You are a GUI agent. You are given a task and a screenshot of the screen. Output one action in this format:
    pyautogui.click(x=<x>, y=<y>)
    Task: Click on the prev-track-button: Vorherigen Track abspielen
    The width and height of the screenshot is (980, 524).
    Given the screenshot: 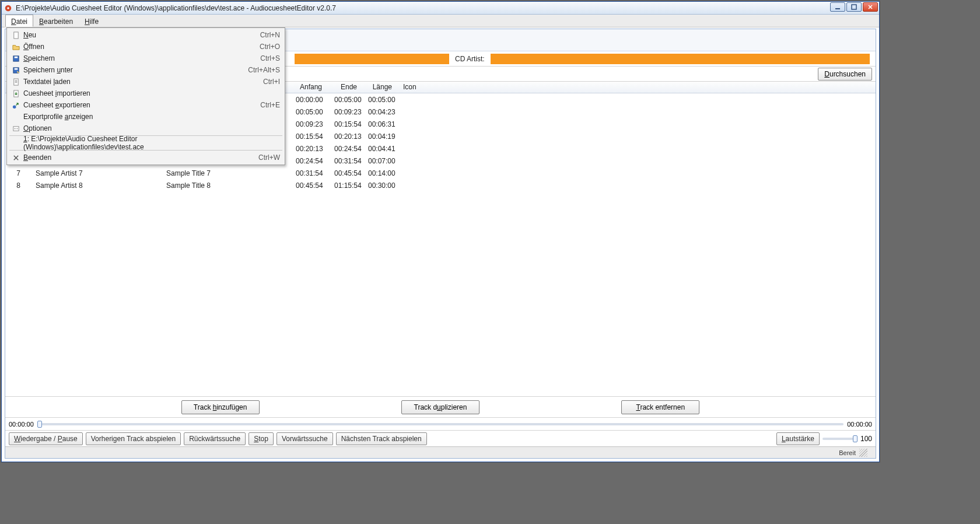 What is the action you would take?
    pyautogui.click(x=133, y=439)
    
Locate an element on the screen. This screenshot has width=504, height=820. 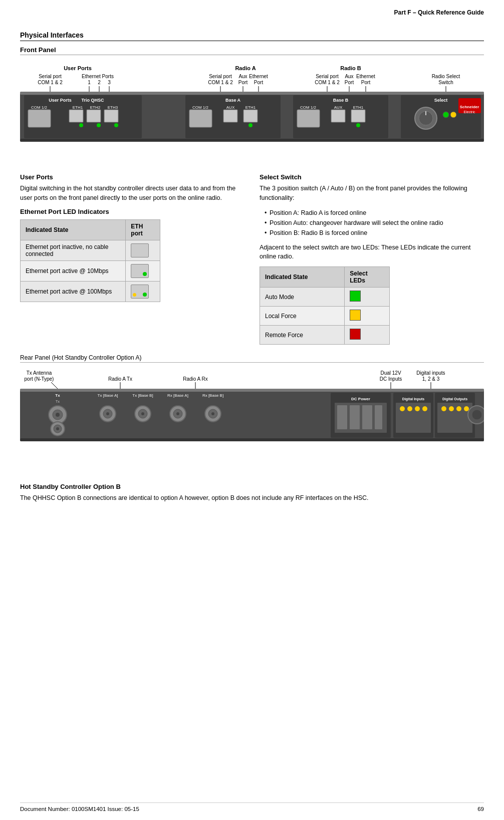
svg-text: Radio B is located at coordinates (351, 68).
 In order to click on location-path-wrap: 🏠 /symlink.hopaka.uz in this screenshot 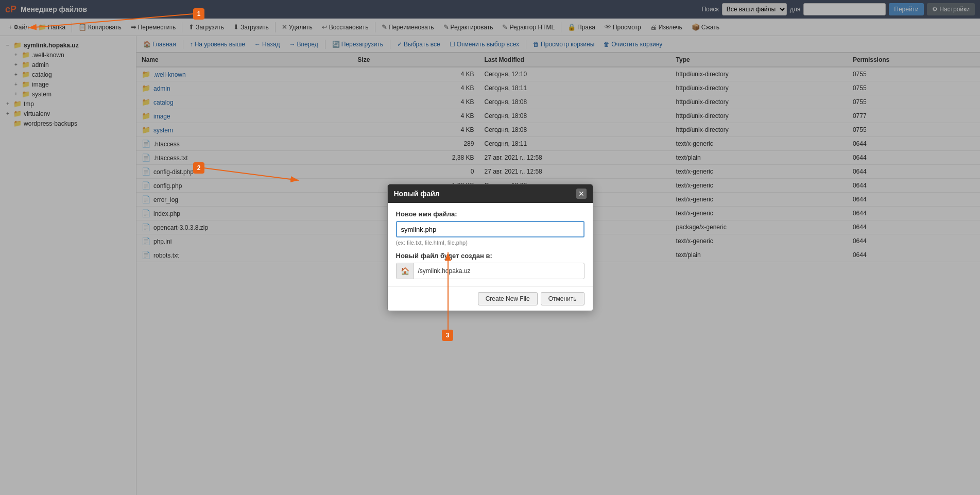, I will do `click(490, 271)`.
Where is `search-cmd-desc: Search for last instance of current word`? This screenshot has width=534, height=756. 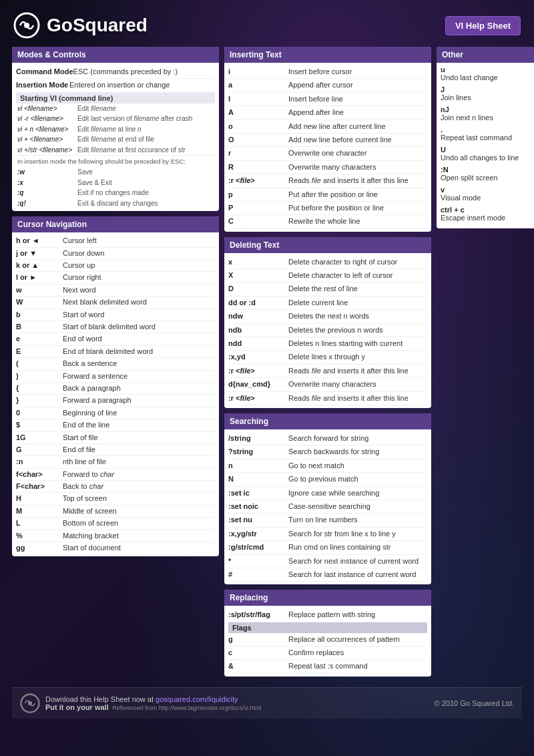
search-cmd-desc: Search for last instance of current word is located at coordinates (352, 574).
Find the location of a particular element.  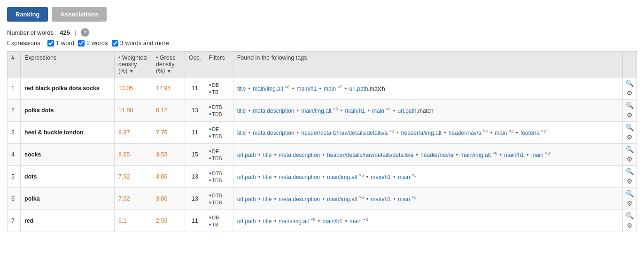

checkbox-2words is located at coordinates (81, 43).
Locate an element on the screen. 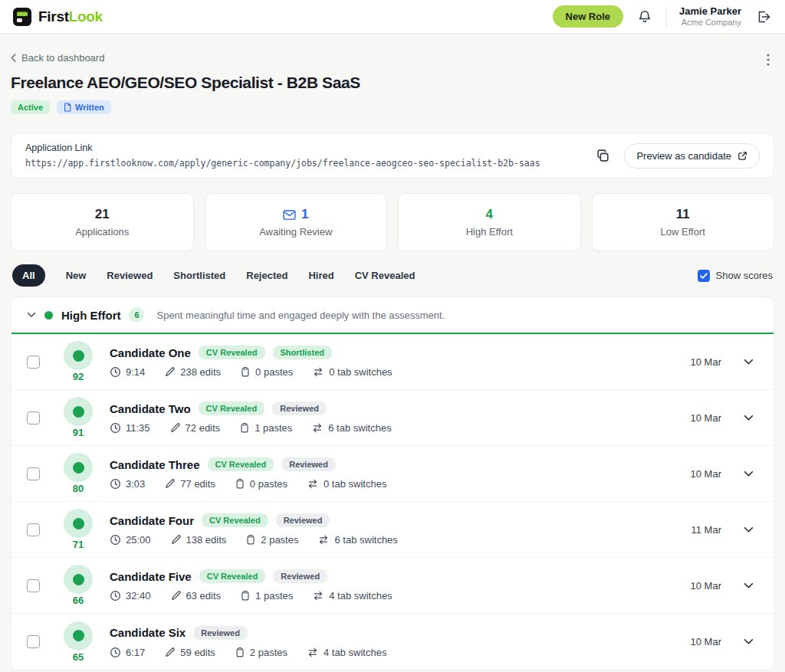  copy-icon is located at coordinates (603, 156).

=======

**WHAT TO PRODUCE:** Having output the line that contains "The width and", stop. Every line before it, back to the first line of the data, must be reproduced exactly.

**SOLUTION TO THE EXERCISE:**
You are a GUI agent. You are given a task and a screenshot of the screen. Output one action in this format:
    pyautogui.click(x=<x>, y=<y>)
    Task: Click on the prev-track-button: Vorherigen Track abspielen
    The width and height of the screenshot is (980, 524).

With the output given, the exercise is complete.